Only 18% of grade 4 children can read for meaning: Report

There is a reading crisis in South Africa as only 18% of children in grade 4 can read for meaning, and it is estimated this cohort is a full year behind same age children from 2019.

The Covid-19 pandemic has erased a decade of progress in reading, sending us back to 2011. File photo.
Image: Supplied

This was revealed by the annual 2030 Reading Panel convened by former deputy president Phumzile Mlambo-Ngcuka on Tuesday.

The report compiled by Nic Spaull, a researcher at Stellenbosch University, found despite President Cyril Ramaphosa’s 2019 state of the nation address statement that reading was a top 5 priority, there has been “no progress, no plan, no budget” for reading since then.

It found 50% of children in no-fee schools do not learn the letters of the alphabet by the end of grade 1 and there is no national reading plan and no national budget for reading.

“Using Western Cape learning losses as a proxy, new research suggests the percentage of grade 4 pupils who cannot read for meaning has risen from 78% (in 2016) to 82% (in 2021) as a result of the Covid-19 pandemic,” said the report.

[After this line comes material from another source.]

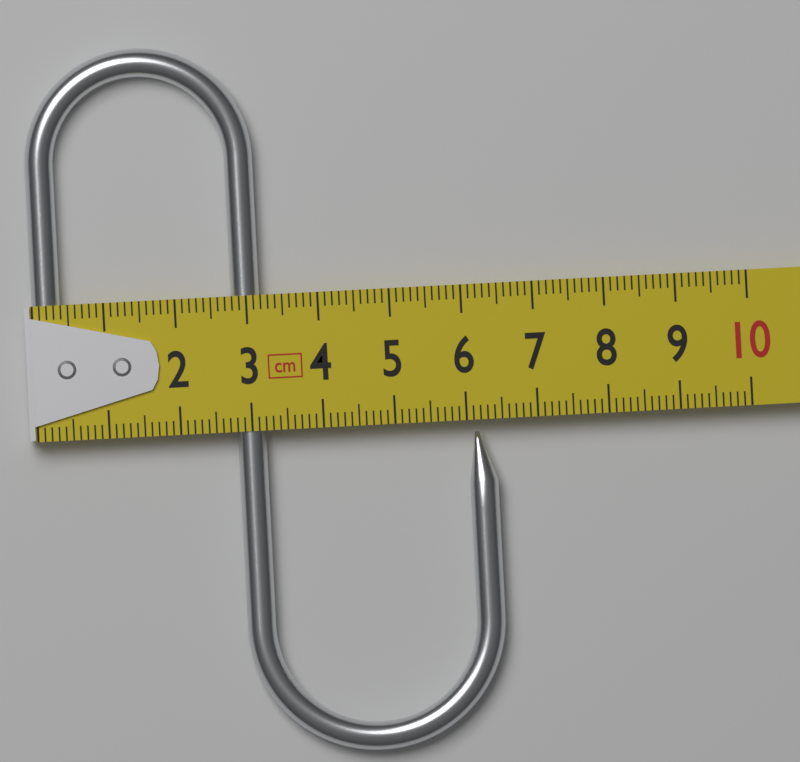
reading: 6.4 cm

The 2016 round of Progress in International Reading Literacy Study showed 78% of grade 4 pupils could not read for meaning in any language (all 11 official languages were assessed), and they could not reach the low international benchmark because they were unable to “locate and retrieve explicitly stated information or make straightforward inferences about events and reasons for actions”,

Children in 2023 are estimated to be a full year behind same age children from 2019. The real possibility is the pandemic has wiped out a decade of progress in reading outcomes.

In her background note for the Reading Panel, Dr Gabrielle Wills reported on the findings of the “Covid Generation” research project summarising the impacts of the pandemic on education from large studies in Mpumalanga, North West, Eastern Cape and Western Cape. She reported learning losses for children in the early grades range from 50% to 120% of a year’s worth of learning.

Put differently, the average 10-year-old in 2022 has worse reading outcomes than the average nine-year-old from 2019.